6. Learning Cultures: From Private to Public Learning
- Cleveland Clinic Abu Dhabi Example:
- Dr. Rakesh Suri built a learning culture in a radically different environment by championing group coaching and encouraging vulnerability among leaders.
- “He said to the whole organization… I’m scared but I trust you.” — Linda Hill [26:27]
- “Everything we do is a working hypothesis… The only way we’ll know if that decision was right is when we get feedback on the impact of that decision.” — Linda Hill [24:24]
- Key Practice:
- Leaders admit uncertainty and foster environments where fast feedback and adaptation are the norm.
7. Key Leadership Mindset Change
- Emphasizing Collective over Individual Genius:
- Hill notes her own evolution: “I actually don’t think that I deeply believed in the power of the individual to make a difference, as bizarre as that may sound, being head of the Leadership Initiative… But I have met leaders who have taken on the most ambitious sort of efforts… because they know they’re not going to do it alone… they do have this notion of the collective and the power of the collective.” — Linda Hill [30:13]
Notable Quotes & Memorable Moments
-
On Leadership Roles:
"You need leaders who know how to build robust partnerships with individuals or organizations outside your boundary…catalysts build movements across whole ecosystems."

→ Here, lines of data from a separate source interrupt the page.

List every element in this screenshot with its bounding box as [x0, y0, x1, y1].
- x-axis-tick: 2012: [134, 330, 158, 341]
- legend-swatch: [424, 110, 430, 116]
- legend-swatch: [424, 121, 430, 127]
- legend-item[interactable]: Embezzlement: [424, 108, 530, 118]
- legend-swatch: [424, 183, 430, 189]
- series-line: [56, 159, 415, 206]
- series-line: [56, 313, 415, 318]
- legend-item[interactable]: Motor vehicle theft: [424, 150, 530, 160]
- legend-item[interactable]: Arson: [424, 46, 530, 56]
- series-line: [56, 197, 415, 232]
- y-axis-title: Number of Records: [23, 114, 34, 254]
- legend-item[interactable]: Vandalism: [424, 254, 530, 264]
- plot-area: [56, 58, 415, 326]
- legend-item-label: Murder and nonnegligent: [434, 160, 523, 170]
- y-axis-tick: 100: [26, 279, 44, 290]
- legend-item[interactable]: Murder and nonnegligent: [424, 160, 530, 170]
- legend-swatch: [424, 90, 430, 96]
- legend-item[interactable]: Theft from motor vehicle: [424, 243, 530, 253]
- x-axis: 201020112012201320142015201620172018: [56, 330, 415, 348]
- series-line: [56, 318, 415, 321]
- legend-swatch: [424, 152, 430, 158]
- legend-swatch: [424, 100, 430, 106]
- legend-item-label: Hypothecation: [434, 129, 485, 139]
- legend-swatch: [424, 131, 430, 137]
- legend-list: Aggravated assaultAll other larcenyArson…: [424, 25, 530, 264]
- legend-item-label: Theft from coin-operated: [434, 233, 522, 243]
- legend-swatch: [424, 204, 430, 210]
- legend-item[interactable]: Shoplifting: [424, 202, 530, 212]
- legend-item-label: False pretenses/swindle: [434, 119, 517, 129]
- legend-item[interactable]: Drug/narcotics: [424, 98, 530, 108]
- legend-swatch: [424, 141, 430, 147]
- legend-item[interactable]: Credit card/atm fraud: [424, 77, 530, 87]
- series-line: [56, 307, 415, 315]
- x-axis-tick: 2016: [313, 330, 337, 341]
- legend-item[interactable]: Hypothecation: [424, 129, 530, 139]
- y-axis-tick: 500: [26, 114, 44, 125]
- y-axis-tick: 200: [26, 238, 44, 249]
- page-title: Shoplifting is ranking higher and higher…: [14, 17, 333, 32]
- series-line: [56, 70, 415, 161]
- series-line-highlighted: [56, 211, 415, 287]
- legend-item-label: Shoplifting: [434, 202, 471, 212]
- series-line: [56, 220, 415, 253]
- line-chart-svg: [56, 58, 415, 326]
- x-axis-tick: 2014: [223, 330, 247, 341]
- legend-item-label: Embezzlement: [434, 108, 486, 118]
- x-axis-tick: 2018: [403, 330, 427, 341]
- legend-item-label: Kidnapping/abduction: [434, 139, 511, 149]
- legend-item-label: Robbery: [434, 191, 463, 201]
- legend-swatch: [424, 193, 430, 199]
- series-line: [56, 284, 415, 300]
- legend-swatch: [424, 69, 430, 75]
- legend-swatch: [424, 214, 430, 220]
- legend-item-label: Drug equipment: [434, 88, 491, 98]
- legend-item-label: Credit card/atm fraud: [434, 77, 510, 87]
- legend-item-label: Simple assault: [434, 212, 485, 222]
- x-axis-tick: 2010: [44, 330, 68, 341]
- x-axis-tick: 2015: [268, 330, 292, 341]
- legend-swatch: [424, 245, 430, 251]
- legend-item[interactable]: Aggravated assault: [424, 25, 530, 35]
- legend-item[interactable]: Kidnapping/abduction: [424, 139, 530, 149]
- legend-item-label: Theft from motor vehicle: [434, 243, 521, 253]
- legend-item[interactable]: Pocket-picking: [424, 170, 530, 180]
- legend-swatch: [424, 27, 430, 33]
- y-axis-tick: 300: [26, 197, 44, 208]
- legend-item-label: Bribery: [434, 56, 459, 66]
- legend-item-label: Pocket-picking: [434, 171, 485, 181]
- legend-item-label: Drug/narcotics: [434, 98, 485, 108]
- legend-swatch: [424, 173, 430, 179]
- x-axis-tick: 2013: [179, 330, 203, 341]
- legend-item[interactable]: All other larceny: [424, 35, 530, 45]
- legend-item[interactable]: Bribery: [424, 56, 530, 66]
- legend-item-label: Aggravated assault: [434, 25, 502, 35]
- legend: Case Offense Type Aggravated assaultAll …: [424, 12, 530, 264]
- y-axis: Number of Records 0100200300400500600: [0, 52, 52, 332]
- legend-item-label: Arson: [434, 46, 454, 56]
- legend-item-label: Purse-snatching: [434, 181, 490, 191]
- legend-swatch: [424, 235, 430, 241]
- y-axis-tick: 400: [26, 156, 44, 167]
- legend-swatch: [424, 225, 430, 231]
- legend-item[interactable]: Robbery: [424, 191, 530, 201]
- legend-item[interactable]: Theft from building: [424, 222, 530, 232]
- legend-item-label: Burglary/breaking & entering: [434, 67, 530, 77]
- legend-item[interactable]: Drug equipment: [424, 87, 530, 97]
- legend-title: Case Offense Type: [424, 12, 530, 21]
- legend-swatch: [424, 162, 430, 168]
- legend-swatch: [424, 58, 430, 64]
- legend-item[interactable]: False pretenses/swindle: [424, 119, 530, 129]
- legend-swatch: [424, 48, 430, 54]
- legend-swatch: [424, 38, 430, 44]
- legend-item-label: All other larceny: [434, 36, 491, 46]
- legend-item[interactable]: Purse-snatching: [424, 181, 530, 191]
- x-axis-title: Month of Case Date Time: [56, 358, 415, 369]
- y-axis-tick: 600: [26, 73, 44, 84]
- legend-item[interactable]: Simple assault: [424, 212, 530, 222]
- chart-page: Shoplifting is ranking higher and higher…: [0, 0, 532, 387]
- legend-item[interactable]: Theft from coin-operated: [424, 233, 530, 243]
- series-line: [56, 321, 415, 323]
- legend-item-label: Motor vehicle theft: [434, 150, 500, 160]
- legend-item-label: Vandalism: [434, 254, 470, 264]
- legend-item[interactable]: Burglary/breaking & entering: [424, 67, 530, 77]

— Linda Hill [03:43-04:37] -
On Vision & Purpose:
"If leading change is about having a vision...when you’re actually trying to innovate...it’s really about saying, let me create an environment in which you will be willing and able to co-create the future with me."
— Linda Hill [07:14-08:35] -
On Unleashing Team Genius:
"Pixar...talk about everyone having a slice of genius… what you want to do as a leader is figure out how you set the stage to unleash those slices of genius."
— Linda Hill [11:55] -
On Building for Speed & Crisis:
"They did not in any way do anything that wasn’t very consistent with science and safety and quality. But they knew they had to do things differently."
— Linda Hill [16:41] -
On Admitting Vulnerability:
"I’m scared, but I trust you… that’s not what you think you’ll hear from a leader in Abu Dhabi, which is a pretty hierarchical place... but that's what he said."
— Linda Hill [26:27]
Important Segment Timestamps
- [02:12] — Linda Hill on what makes leading innovation distinct from leading change.

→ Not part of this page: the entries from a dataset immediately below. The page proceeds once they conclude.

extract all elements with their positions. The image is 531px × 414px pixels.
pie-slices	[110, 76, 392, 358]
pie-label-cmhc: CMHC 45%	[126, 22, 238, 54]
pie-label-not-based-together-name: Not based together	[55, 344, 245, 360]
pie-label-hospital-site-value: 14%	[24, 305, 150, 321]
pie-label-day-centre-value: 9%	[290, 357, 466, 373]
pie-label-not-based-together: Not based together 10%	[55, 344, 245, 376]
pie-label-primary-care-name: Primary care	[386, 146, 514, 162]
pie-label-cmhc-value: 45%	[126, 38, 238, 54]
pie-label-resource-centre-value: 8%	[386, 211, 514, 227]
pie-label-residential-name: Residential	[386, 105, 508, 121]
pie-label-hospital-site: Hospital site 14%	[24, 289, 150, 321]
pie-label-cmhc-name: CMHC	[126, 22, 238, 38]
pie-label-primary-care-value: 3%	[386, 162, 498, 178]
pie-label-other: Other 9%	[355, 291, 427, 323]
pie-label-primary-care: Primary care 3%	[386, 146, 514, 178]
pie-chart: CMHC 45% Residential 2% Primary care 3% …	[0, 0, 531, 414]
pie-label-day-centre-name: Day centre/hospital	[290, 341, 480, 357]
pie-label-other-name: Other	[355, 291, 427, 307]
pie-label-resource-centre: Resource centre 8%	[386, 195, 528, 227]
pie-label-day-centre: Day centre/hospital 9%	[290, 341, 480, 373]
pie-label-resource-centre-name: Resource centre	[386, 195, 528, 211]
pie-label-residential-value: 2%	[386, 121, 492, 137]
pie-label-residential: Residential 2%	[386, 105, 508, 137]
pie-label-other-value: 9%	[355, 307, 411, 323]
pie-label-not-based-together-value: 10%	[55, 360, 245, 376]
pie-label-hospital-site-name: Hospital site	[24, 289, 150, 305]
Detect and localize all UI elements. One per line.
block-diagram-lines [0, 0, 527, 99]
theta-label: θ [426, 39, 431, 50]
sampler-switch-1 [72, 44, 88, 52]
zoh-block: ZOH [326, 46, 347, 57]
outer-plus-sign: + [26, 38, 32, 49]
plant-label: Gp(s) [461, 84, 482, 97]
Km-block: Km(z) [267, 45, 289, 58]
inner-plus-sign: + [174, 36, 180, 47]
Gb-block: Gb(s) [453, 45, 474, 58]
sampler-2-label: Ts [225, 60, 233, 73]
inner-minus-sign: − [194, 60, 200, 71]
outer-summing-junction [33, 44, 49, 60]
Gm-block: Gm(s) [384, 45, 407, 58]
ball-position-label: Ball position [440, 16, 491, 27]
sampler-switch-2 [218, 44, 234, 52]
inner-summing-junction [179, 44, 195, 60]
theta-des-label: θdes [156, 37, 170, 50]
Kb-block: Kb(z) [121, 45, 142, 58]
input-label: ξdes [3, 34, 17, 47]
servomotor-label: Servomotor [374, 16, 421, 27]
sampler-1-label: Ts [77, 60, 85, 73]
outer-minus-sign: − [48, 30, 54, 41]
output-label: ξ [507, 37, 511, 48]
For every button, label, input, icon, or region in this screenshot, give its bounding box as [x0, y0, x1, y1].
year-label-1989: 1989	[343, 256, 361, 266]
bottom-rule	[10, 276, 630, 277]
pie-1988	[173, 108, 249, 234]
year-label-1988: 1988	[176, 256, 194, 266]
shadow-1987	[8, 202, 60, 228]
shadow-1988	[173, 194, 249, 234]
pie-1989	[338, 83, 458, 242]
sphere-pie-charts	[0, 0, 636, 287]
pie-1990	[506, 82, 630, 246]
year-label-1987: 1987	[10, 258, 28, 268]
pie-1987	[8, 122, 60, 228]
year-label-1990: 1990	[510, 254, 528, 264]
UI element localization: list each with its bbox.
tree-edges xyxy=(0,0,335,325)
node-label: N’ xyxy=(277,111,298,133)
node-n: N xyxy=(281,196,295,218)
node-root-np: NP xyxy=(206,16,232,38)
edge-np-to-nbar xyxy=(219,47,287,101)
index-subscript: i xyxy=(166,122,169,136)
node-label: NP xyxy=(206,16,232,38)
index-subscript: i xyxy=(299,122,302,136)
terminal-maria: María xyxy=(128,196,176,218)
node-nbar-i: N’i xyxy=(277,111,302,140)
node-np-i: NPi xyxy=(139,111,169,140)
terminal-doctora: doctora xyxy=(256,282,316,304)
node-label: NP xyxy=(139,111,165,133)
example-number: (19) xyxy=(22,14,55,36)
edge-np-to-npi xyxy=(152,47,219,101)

- [03:05–05:02] — The three leadership roles: Architect, Bridger, Catalyst, and why they matter today.
- [06:12–09:24] — On vision, purpose, and how leadership shifts for innovation.
- [10:49] — Setting the stage for others to innovate; unleashing collective genius.
- [14:54] — The power of breaking organizational frames; cross-pollinating talent and perspective.
- [16:11–22:16] — The inside story of Pfizer’s rapid COVID-19 vaccine trials and the leadership moves that made it possible.
- [23:16–29:07] — Cleveland Clinic Abu Dhabi and leading through uncertainty; fostering public learning and humility.
- [30:07] — Hill reflects on her own evolving view: the power of the collective.
Conclusion & Takeaways
- Innovation in leadership is less about top-down vision and more about architecting environments of purpose, belonging, and co-creation.
- The most effective innovative leaders amplify others’ genius, normalize learning from failure, and build horizontal relationships that cut across organizational boundaries.
- Purpose, not just vision, is central to risk-taking and ongoing innovation.
- Real transformation demands humility, vulnerability, and willingness to admit, "I don't know"—even from leaders at the top.
- Innovation at scale requires establishing a learning organization, fostering psychological safety, and enabling fast, public iteration.
For more on these ideas, Linda Hill’s new book, Genius at Scale: How Great Leaders Drive Innovation, offers frameworks and case studies from global organizations tackling disruptive challenges.